Heart failure patients in UK do not receive the long-term care they need
Management of people with heart failure in the UK has shortcomings in screening, continuity of care, and medication doses, which disproportionally impact women and older people, according to a study led by Nathalie Conrad and Kazem Rahimi of The George Institute for Global Health at the University of Oxford, UK, published May 21, 2019 in PLOS Medicine.
Management of people with heart failure in the UK has shortcomings in screening, continuity of care, and medication doses, which disproportionally impact women and older people, according to a study led by Nathalie Conrad and Kazem Rahimi of The George Institute for Global Health at the University of Oxford, UK, published May 21 in PLOS Medicine. Findings suggest that screening and follow-up are sub-optimal, and these problems could be due, at least in part, to poor record-keeping in primary care and inadequate information exchange between hospitals and primary care.
Heart failure is common—affecting about 2% of the population in high-income countries—and can lead to disability and death. Effective treatment usually involves a complex process of investigations, step-wise initiation of medicines, and dose-adjustments, which can sometimes be challenging to follow. In the past decade, the UK has introduced programs to evaluate and improve heart failure management in primary and secondary care, but patients' care trajectories across different healthcare settings have not been studied. In this retrospective study, Rahimi and colleagues used electronic health records from 93,074 people who were diagnosed with heart failure in the UK between 2002 and 2014 to investigate the medical care they received from diagnosis to 1 year later. The authors examined five indicators of care: (i) diagnosis setting (inpatient or outpatient), (ii) post-hospitalization follow-up in primary care, (iii) diagnostic investigations, (iv) prescription of essential drugs, and (v) drug treatment doses.
The study suggests that patients were more likely to be diagnosed with heart failure in hospital than by their general practitioner, received insufficient follow-up after hospital discharge, and were prescribed medications at insufficient doses. The average daily dose prescribed was below guideline recommendations (42% for ACE-I or ARB, 29% for beta-blockers in 2014) and remained largely unchanged beyond the first 30 days after diagnosis, despite guideline recommendations to regularly up-titrate doses. Rates of outpatient diagnoses and follow-up in primary care were low, and even declined over time (from 56% in 2002 to 36% in 2014, RR 0.64 [0.62, 0.67] and from 20% to 14%, RR 0.73 [0.65, 0.82], respectively). Gaps in care were more common in women, individuals older than 75 years, and to some extent in socioeconomically deprived individuals. The authors call for additional research to explore the reasons behind these disparities, saying that further improvements are likely to require broader approaches to health services design that support appropriate care at every level of the patient journey.
In an accompanying Perspective, Nicholas Mills and colleagues at the University of Edinburgh, UK, discuss the need for high-quality implementation science (the study of strategies to integrate and embed research advances into clinical practice) and large-scale analysis of routinely-collected healthcare data. They argue that real-time collation of healthcare data across primary and secondary care, and robust methodologies to evaluate changes in clinical practice and policy, are essential to successfully overcome these disparities and gaps in care. To ensure the highest standards of patient-centered care and best resource allocation, Mills and colleagues argue for a linked, anonymized healthcare informatics platform for sharing data between care settings that is granular enough to facilitate meaningful evaluation of current practice.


Task: Could you show all lines in the entries below that contain the string "papua"?

Records for the task:
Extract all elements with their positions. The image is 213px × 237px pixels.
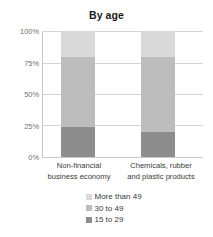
legend-item-more-than-49[interactable]: More than 49 — [86, 191, 142, 203]
segment-more-than-49 — [141, 31, 175, 57]
chart-legend: More than 49 30 to 49 15 to 29 — [0, 191, 213, 226]
legend-item-30-to-49[interactable]: 30 to 49 — [86, 203, 123, 215]
legend-swatch-icon — [86, 194, 92, 200]
chart-container: By age 100% 75% 50% 25% 0% — [0, 0, 213, 237]
legend-swatch-icon — [86, 217, 92, 223]
legend-item-15-to-29[interactable]: 15 to 29 — [86, 214, 123, 226]
segment-15-to-29 — [141, 132, 175, 157]
y-axis-tick-labels: 100% 75% 50% 25% 0% — [0, 31, 39, 157]
x-axis-category-labels: Non-financial business economy Chemicals… — [42, 160, 202, 190]
segment-30-to-49 — [141, 57, 175, 131]
bars-layer — [42, 31, 202, 157]
segment-more-than-49 — [61, 31, 95, 57]
category-label-chemicals-rubber-and-plastic-products: Chemicals, rubber and plastic products — [116, 160, 206, 182]
segment-30-to-49 — [61, 57, 95, 126]
category-label-line-2: business economy — [36, 171, 122, 182]
category-label-line-1: Chemicals, rubber — [116, 160, 206, 171]
legend-label: 15 to 29 — [95, 215, 124, 224]
legend-swatch-icon — [86, 205, 92, 211]
category-label-non-financial-business-economy: Non-financial business economy — [36, 160, 122, 182]
y-tick-0: 0% — [3, 153, 39, 162]
bar-stack — [141, 31, 175, 157]
bar-stack — [61, 31, 95, 157]
legend-label: 30 to 49 — [95, 204, 124, 213]
gridline-0-baseline — [43, 157, 203, 158]
category-label-line-1: Non-financial — [36, 160, 122, 171]
y-tick-100: 100% — [3, 27, 39, 36]
segment-15-to-29 — [61, 127, 95, 157]
category-label-line-2: and plastic products — [116, 171, 206, 182]
bar-group-chemicals-rubber-and-plastic-products[interactable] — [141, 31, 175, 157]
legend-label: More than 49 — [95, 192, 142, 201]
y-tick-50: 50% — [3, 90, 39, 99]
chart-title: By age — [0, 9, 213, 21]
y-tick-75: 75% — [3, 58, 39, 67]
bar-group-non-financial-business-economy[interactable] — [61, 31, 95, 157]
y-tick-25: 25% — [3, 121, 39, 130]
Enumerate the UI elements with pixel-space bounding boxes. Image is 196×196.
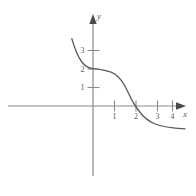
graph-figure: 1 2 3 4 1 2 3 y x [0,0,196,196]
x-tick-label-1: 1 [113,113,117,121]
x-axis-label: x [183,110,187,119]
x-tick-label-4: 4 [171,113,175,121]
y-tick-label-2: 2 [81,66,85,74]
curve-path [72,39,185,129]
x-tick-label-2: 2 [134,113,138,121]
y-tick-label-1: 1 [81,84,85,92]
y-axis-arrow-icon [89,14,96,24]
plot-canvas [0,0,196,196]
y-tick-label-3: 3 [81,47,85,55]
y-axis-label: y [97,12,101,21]
x-tick-label-3: 3 [156,113,160,121]
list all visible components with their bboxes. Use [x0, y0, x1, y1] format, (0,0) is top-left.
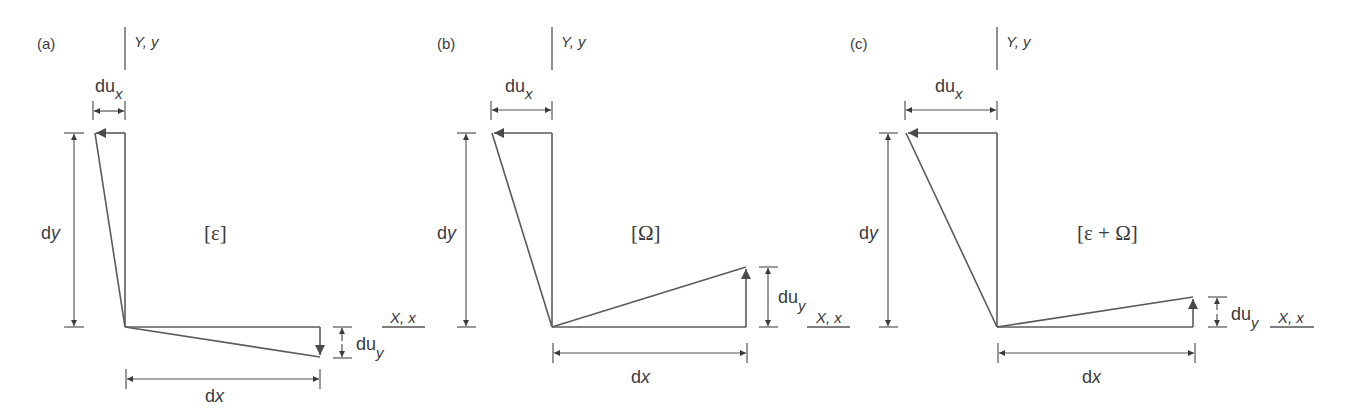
x-axis-label: X, x	[815, 309, 842, 326]
du-x-label: dux	[505, 76, 533, 102]
tensor-label-strain-plus-rotation: [ε + Ω]	[1077, 221, 1138, 245]
y-axis-label: Y, y	[1006, 33, 1032, 50]
x-axis-label: X, x	[1277, 309, 1304, 326]
panel-c: (c) Y, y dux dy [ε + Ω] duy X, x dx	[850, 27, 1314, 387]
deformed-horizontal-edge	[125, 327, 320, 357]
du-y-label: duy	[778, 287, 807, 314]
dx-label: dx	[1082, 367, 1102, 387]
displacement-gradient-figure: (a) Y, y dux dy [ε] duy X, x	[0, 0, 1353, 419]
tensor-label-strain: [ε]	[204, 221, 227, 245]
panel-label-b: (b)	[437, 35, 455, 52]
dx-label: dx	[631, 367, 651, 387]
x-axis-label: X, x	[389, 309, 416, 326]
dx-label: dx	[205, 386, 225, 406]
deformed-vertical-edge	[95, 133, 125, 327]
panel-b: (b) Y, y dux dy [Ω] duy X, x dx	[437, 27, 850, 387]
y-axis-label: Y, y	[134, 33, 160, 50]
y-axis-label: Y, y	[561, 33, 587, 50]
tensor-label-rotation: [Ω]	[631, 221, 661, 245]
dy-label: dy	[859, 223, 879, 243]
du-x-label: dux	[935, 76, 963, 102]
du-y-label: duy	[1231, 304, 1260, 331]
du-y-label: duy	[356, 334, 385, 361]
du-x-label: dux	[95, 76, 123, 102]
dy-label: dy	[437, 223, 457, 243]
deformed-vertical-edge	[906, 133, 997, 327]
deformed-horizontal-edge	[997, 297, 1193, 327]
panel-label-c: (c)	[850, 35, 868, 52]
panel-label-a: (a)	[37, 35, 55, 52]
deformed-horizontal-edge	[552, 267, 746, 327]
panel-a: (a) Y, y dux dy [ε] duy X, x	[37, 27, 425, 406]
dy-label: dy	[41, 223, 61, 243]
deformed-vertical-edge	[492, 133, 552, 327]
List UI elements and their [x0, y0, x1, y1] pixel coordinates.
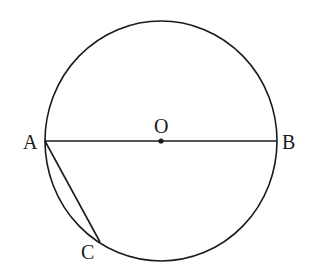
chord-ac [45, 141, 100, 242]
label-o: O [154, 115, 168, 137]
center-point-o [158, 138, 163, 143]
label-c: C [81, 241, 94, 263]
label-b: B [282, 131, 295, 153]
geometry-diagram: A B O C [0, 0, 313, 276]
label-a: A [23, 131, 38, 153]
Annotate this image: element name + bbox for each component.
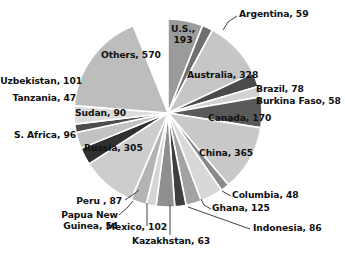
slice-label-columbia: Columbia, 48: [232, 190, 299, 201]
slice-label-papua-new-guinea: Papua NewGuinea, 54: [10, 210, 118, 231]
leader-line-argentina: [223, 16, 237, 30]
slice-label-us: U.S.,193: [166, 24, 200, 45]
slice-label-brazil: Brazil, 78: [256, 84, 304, 95]
slice-label-papua-line1: Papua New: [61, 209, 118, 220]
slice-label-australia: Australia, 328: [187, 70, 258, 81]
slice-label-s-africa: S. Africa, 96: [0, 130, 76, 141]
slice-label-russia: Russia, 305: [84, 143, 143, 154]
slice-label-papua-line2: Guinea, 54: [63, 220, 118, 231]
leader-line-columbia: [222, 191, 231, 196]
slice-label-china: China, 365: [199, 148, 253, 159]
pie-slice-others[interactable]: [74, 26, 168, 113]
slice-label-us-line2: 193: [174, 34, 193, 45]
slice-label-indonesia: Indonesia, 86: [253, 223, 322, 234]
slice-label-uzbekistan: Uzbekistan, 101: [0, 76, 82, 87]
slice-label-argentina: Argentina, 59: [239, 9, 308, 20]
slice-label-us-line1: U.S.,: [171, 23, 195, 34]
slice-label-kazakhstan: Kazakhstan, 63: [130, 236, 212, 247]
slice-label-canada: Canada, 170: [208, 113, 271, 124]
slice-label-tanzania: Tanzania, 47: [0, 93, 76, 104]
slice-label-sudan: Sudan, 90: [75, 108, 126, 119]
slice-label-others: Others, 570: [101, 50, 161, 61]
slice-label-peru: Peru , 87: [30, 196, 122, 207]
slice-label-burkina-faso: Burkina Faso, 58: [256, 96, 341, 107]
slice-label-ghana: Ghana, 125: [212, 203, 270, 214]
pie-chart: U.S.,193 Argentina, 59 Australia, 328 Br…: [0, 0, 345, 261]
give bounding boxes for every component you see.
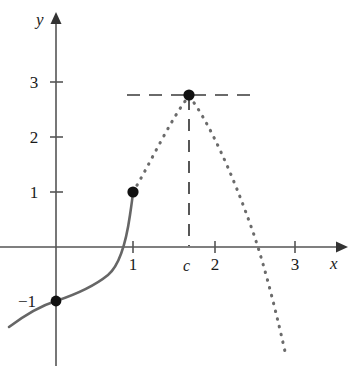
c-label: c bbox=[183, 258, 190, 274]
x-axis-arrowhead bbox=[336, 242, 348, 253]
x-tick-label-3: 3 bbox=[287, 256, 303, 273]
point-jump bbox=[127, 186, 138, 197]
point-left-endpoint bbox=[51, 296, 62, 307]
graph-figure: y x 3 2 1 −1 1 2 3 c bbox=[0, 0, 355, 372]
y-tick-label-negative-1: −1 bbox=[12, 293, 42, 310]
y-tick-label-2: 2 bbox=[26, 129, 42, 146]
x-axis-label: x bbox=[330, 255, 338, 272]
y-axis-label: y bbox=[36, 11, 44, 28]
dotted-parabola bbox=[133, 96, 286, 356]
y-tick-label-3: 3 bbox=[26, 74, 42, 91]
x-tick-label-1: 1 bbox=[125, 256, 141, 273]
axes-group bbox=[0, 12, 348, 366]
point-maximum bbox=[183, 89, 194, 100]
y-tick-label-1: 1 bbox=[26, 184, 42, 201]
graph-canvas bbox=[0, 0, 355, 372]
x-tick-label-2: 2 bbox=[207, 256, 223, 273]
y-axis-arrowhead bbox=[51, 12, 62, 24]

Answer space:
slice-label-papua-new-guinea: Papua NewGuinea, 54: [10, 210, 118, 231]
slice-label-papua-line1: Papua New: [61, 209, 118, 220]
slice-label-papua-line2: Guinea, 54: [63, 220, 118, 231]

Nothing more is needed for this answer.